As we look back over this passage, there are a number of ideas which raise their hands and clamor for our attention. Many of those thoughts grow out of some erroneous assumptions that Samuel made. 

First, Samuel was assuming God could use only the “obviously able,” who to human eyes looked the part for the assignment they were being called on to do. We ourselves might have similar thoughts: When faced with great need or great opportunity, we might think, “God can’t use me; I don’t have what it takes to do anything meaningful for God.” If God calls you to do something for him, it is a given that he will enable you to obey him.

God looks for people whose hearts are right, to whom he can entrust important things: “The eyes of the Lord range throughout the earth to strengthen those whose hearts are fully committed to Him” (2 Chronicles 16:9).

Second, Samuel believed God evaluates people and situations in the same way we humans do. The prophet needed to learn that God judges on the basis of realities man does not see and, indeed, cannot see. Like Samuel, we also might be tempted to make evaluations on the basis of that which we can see, such as a person’s outward appearance. God, however, examines people at heart-level.

Third, Samuel expected God would work in the same way every time. Israel’s first king had been a big and presumably a physically powerful man, and so Samuel assumed Saul’s replacement must possess the same qualities. Walking into the situation, it evidently never occurred to Samuel that instead of a heroic-looking he-man, the Lord’s anointed might be a scruffy sunburned kid with peach fuzz on his lip and a pimple on his nose! God also wants to break us out of the same old ways of looking at things and be willing to follow him into unfamiliar territory.

Through this passage, we also discover that sometimes God has to lead us through a process of clearing away cobwebs of misconception and misunderstanding, in order to prepare us for the revelation of his will.

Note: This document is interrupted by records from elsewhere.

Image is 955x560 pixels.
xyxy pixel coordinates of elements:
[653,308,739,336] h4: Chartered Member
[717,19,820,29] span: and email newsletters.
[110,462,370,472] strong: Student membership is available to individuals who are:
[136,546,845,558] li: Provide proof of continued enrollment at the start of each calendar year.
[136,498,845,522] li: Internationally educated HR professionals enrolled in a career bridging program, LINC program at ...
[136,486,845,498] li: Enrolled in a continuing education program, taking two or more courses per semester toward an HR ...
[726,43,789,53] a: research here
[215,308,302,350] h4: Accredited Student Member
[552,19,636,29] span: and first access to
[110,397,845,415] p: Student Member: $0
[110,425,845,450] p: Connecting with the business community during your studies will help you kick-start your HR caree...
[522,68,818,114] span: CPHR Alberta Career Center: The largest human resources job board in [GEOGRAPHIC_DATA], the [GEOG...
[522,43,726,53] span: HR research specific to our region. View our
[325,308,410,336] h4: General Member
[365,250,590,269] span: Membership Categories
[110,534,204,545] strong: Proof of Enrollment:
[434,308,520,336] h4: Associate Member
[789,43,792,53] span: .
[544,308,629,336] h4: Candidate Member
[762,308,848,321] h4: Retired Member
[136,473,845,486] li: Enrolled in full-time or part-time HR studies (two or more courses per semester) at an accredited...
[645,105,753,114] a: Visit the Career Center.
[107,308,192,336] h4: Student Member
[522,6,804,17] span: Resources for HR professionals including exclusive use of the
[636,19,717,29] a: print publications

Think for a moment about the process by which God revealed his choice of a king to Samuel: God told the prophet his anointed would be one of the sons of Jesse, but did not tell him at first specifically which son it would be.

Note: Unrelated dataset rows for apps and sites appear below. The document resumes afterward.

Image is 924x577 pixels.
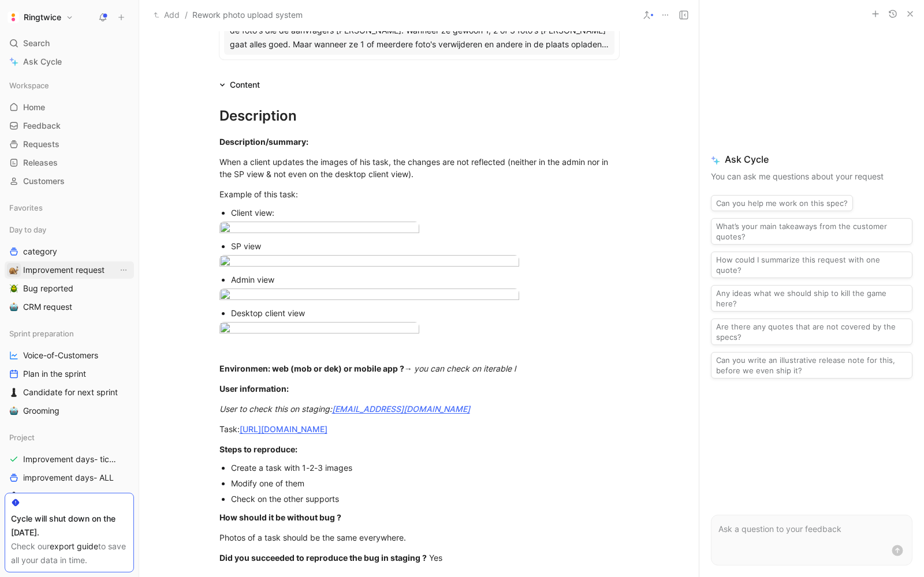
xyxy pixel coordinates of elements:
[5,325,134,342] div: Sprint preparation
[215,78,265,92] div: Content
[9,492,19,501] img: ♟️
[23,101,45,113] span: Home
[5,280,134,297] a: 🪲Bug reported
[24,12,61,23] h1: Ringtwice
[11,512,128,540] div: Cycle will shut down on the [DATE].
[7,386,21,399] button: ♟️
[23,454,120,465] span: Improvement days- tickets ready
[118,265,130,276] button: View actions
[23,158,58,168] span: Releases
[220,423,619,435] div: Task:
[7,263,21,277] button: 🐌
[220,322,419,338] img: Capture d’écran 2025-08-07 à 16.24.43.png
[185,8,188,22] span: /
[9,265,19,275] img: 🐌
[5,76,134,94] div: Workspace
[7,300,21,314] button: 🤖
[23,472,114,484] span: improvement days- ALL
[23,245,57,257] span: category
[5,366,134,383] a: Plan in the sprint
[5,117,134,134] a: Feedback
[9,80,49,91] span: Workspace
[7,489,21,504] button: ♟️
[5,325,134,419] div: Sprint preparationVoice-of-CustomersPlan in the sprint♟️Candidate for next sprint🤖Grooming
[231,207,619,219] div: Client view:
[711,318,913,345] button: Are there any quotes that are not covered by the specs?
[220,106,619,126] div: Description
[220,288,520,304] img: Capture d’écran 2025-08-07 à 16.23.19.png
[220,255,520,271] img: Capture d’écran 2025-08-07 à 11.58.00.png
[23,302,73,312] span: CRM request
[9,407,19,415] img: 🤖
[711,352,913,379] button: Can you write an illustrative release note for this, before we even ship it?
[220,188,619,200] div: Example of this task:
[220,384,289,394] strong: User information:
[23,368,86,380] span: Plan in the sprint
[23,36,50,51] span: Search
[404,364,516,374] em: → you can check on iterable l
[220,532,619,544] div: Photos of a task should be the same everywhere.
[5,262,134,279] a: 🐌Improvement requestView actions
[7,282,21,295] button: 🪲
[23,405,60,417] span: Grooming
[9,202,43,213] span: Favorites
[220,552,619,564] div: Yes
[5,347,134,364] a: Voice-of-Customers
[50,542,98,552] a: export guide
[231,307,619,319] div: Desktop client view
[9,328,74,340] span: Sprint preparation
[231,462,619,474] div: Create a task with 1-2-3 images
[5,384,134,401] a: ♟️Candidate for next sprint
[5,221,134,316] div: Day to daycategory🐌Improvement requestView actions🪲Bug reported🤖CRM request
[220,364,404,374] strong: Environmen: web (mob or dek) or mobile app ?
[9,284,19,293] img: 🪲
[23,387,118,399] span: Candidate for next sprint
[231,477,619,489] div: Modify one of them
[711,285,913,312] button: Any ideas what we should ship to kill the game here?
[220,221,419,237] img: IMG_9466.PNG
[5,243,134,261] a: category
[711,152,913,166] span: Ask Cycle
[220,553,427,562] strong: Did you succeeded to reproduce the bug in staging ?
[5,429,134,447] div: Project
[23,283,73,294] span: Bug reported
[5,429,134,505] div: ProjectImprovement days- tickets readyimprovement days- ALL♟️Card investigations
[231,274,619,286] div: Admin view
[711,170,913,183] p: You can ask me questions about your request
[23,175,65,187] span: Customers
[9,224,46,235] span: Day to day
[9,302,19,312] img: 🤖
[9,388,19,398] img: ♟️
[9,431,35,443] span: Project
[220,513,342,522] strong: How should it be without bug ?
[23,120,61,132] span: Feedback
[192,8,303,22] span: Rework photo upload system
[5,99,134,116] a: Home
[711,218,913,245] button: What’s your main takeaways from the customer quotes?
[5,173,134,189] a: Customers
[5,221,134,238] div: Day to day
[5,35,134,53] div: Search
[5,402,134,419] a: 🤖Grooming
[11,540,128,568] div: Check our to save all your data in time.
[5,53,134,70] a: Ask Cycle
[231,240,619,253] div: SP view
[220,137,309,147] strong: Description/summary:
[220,445,297,455] strong: Steps to reproduce:
[332,404,470,414] a: [EMAIL_ADDRESS][DOMAIN_NAME]
[5,199,134,217] div: Favorites
[7,404,21,418] button: 🤖
[23,55,62,68] span: Ask Cycle
[231,493,619,505] div: Check on the other supports
[5,9,77,25] button: RingtwiceRingtwice
[23,139,60,150] span: Requests
[5,136,134,153] a: Requests
[5,298,134,316] a: 🤖CRM request
[23,491,96,503] span: Card investigations
[5,451,134,468] a: Improvement days- tickets ready
[239,424,327,434] a: [URL][DOMAIN_NAME]
[7,12,19,23] img: Ringtwice
[5,487,134,505] a: ♟️Card investigations
[5,469,134,487] a: improvement days- ALL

That initial ambiguity of God’s instruction placed Samuel in an interesting position because perhaps for the first time in his prophetic career (and certainly the first described in Scripture), we see Samuel at a loss for clear revelation of God’s will. He would go to Bethlehem and to the home of Jesse, as instructed; but from that point, he would have to go on his own intuitions, and permit God to correct the course of his thoughts as needed. Once Samuel arrived in Bethlehem, God then told him what he needed to hear in order to re-orient his thinking along the divine lines.

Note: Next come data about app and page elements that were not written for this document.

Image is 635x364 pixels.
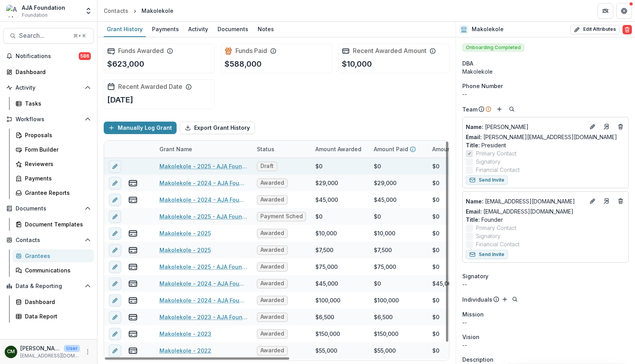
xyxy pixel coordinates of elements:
button: More [83,347,92,357]
a: Contacts [101,5,131,16]
div: Payments [149,24,182,35]
div: $7,500 [315,246,333,254]
a: Payments [149,22,182,37]
a: Name: [EMAIL_ADDRESS][DOMAIN_NAME] [466,197,585,205]
span: Foundation [22,12,48,19]
a: Grantees [13,249,94,262]
a: Documents [215,22,252,37]
p: Amount Paid [374,145,408,153]
p: President [466,141,625,149]
span: Email: [466,134,482,140]
a: Makolekole - 2025 - AJA Foundation Discretionary Payment Form [159,212,248,220]
div: Proposals [25,131,88,139]
div: Amount Payable [427,141,486,157]
div: -- [462,90,629,98]
div: $0 [374,212,381,220]
a: Notes [254,22,277,37]
a: Email: [PERSON_NAME][EMAIL_ADDRESS][DOMAIN_NAME] [466,133,617,141]
span: Contacts [16,237,81,243]
span: Financial Contact [476,166,520,174]
button: edit [109,227,121,240]
a: Tasks [13,97,94,110]
div: $6,500 [374,313,393,321]
span: Awarded [260,314,284,320]
a: Document Templates [13,218,94,231]
p: [EMAIL_ADDRESS][DOMAIN_NAME] [20,352,80,359]
button: edit [109,210,121,223]
div: Amount Awarded [311,141,369,157]
button: Send Invite [466,250,508,259]
a: Makolekole - 2024 - AJA Foundation Discretionary Payment Form [159,279,248,287]
div: $0 [432,229,439,237]
span: Signatory [476,231,501,240]
div: Activity [185,24,211,35]
a: Makolekole - 2024 - AJA Foundation Discretionary Payment Form [159,196,248,204]
div: $0 [315,212,322,220]
div: Grant Name [155,145,197,153]
span: Awarded [260,180,284,187]
a: Makolekole - 2025 [159,229,211,237]
p: [PERSON_NAME] [466,123,585,131]
button: edit [109,344,121,357]
p: Team [462,105,478,113]
div: $10,000 [374,229,395,237]
div: $7,500 [374,246,392,254]
div: $0 [374,162,381,170]
span: Awarded [260,280,284,286]
button: edit [109,294,121,306]
div: $150,000 [374,330,398,337]
button: Search [510,294,520,304]
span: Awarded [260,263,284,270]
div: Status [253,141,311,157]
div: $45,000 [374,196,396,204]
div: $0 [432,196,439,204]
a: Proposals [13,129,94,142]
span: Primary Contact [476,224,516,231]
div: Tasks [25,99,88,108]
a: Go to contact [600,120,613,133]
a: Makolekole - 2025 - AJA Foundation Grant Application [159,162,248,170]
button: Edit [587,197,597,206]
div: Amount Paid [369,141,427,157]
div: $29,000 [374,179,396,187]
div: Makolekole [142,7,174,15]
div: $75,000 [374,262,396,271]
div: Contacts [103,7,128,15]
button: Notifications586 [3,50,94,62]
p: -- [462,318,629,327]
div: $55,000 [374,347,396,354]
div: Reviewers [25,160,88,168]
div: $0 [432,162,439,170]
button: edit [109,311,121,323]
button: Get Help [616,3,632,19]
button: edit [109,160,121,173]
button: edit [109,194,121,206]
button: view-payments [128,329,137,338]
div: Grantee Reports [25,188,88,197]
p: Founder [466,215,625,224]
div: $0 [432,296,439,304]
button: view-payments [128,313,137,322]
div: $0 [432,262,439,271]
button: edit [109,177,121,189]
p: Amount Payable [432,145,477,153]
div: $150,000 [315,330,340,337]
p: $10,000 [342,58,372,70]
div: Payments [25,174,88,182]
div: $29,000 [315,179,338,187]
div: Grant Name [155,141,253,157]
div: Data Report [25,312,88,320]
span: Notifications [16,53,79,59]
div: Form Builder [25,145,88,153]
div: ⌘ + K [72,31,87,40]
div: $6,500 [315,313,334,321]
div: $0 [432,212,439,220]
span: Title : [466,142,480,148]
span: Awarded [260,230,284,237]
button: view-payments [128,178,137,187]
span: Vision [462,333,479,341]
span: Financial Contact [476,240,520,248]
span: Onboarding Completed [462,44,524,51]
div: $100,000 [374,296,399,304]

This powerful prophet, advanced in years though he was, still had some things to learn about the ways of God; and through this process God was taking him to the schoolroom to teach him those lessons.

Like Samuel, we need to keep our hearts and minds open to learn new lessons from God about how he wishes to work in our lives. It is this continual process of thought-transformation that Paul wrote about in Romans 12:2: “Do not conform any longer to the pattern of this world, but be transformed by the renewing of your mind. The you will be able to test and approve what God’s will is—his good, pleasing and perfect will.”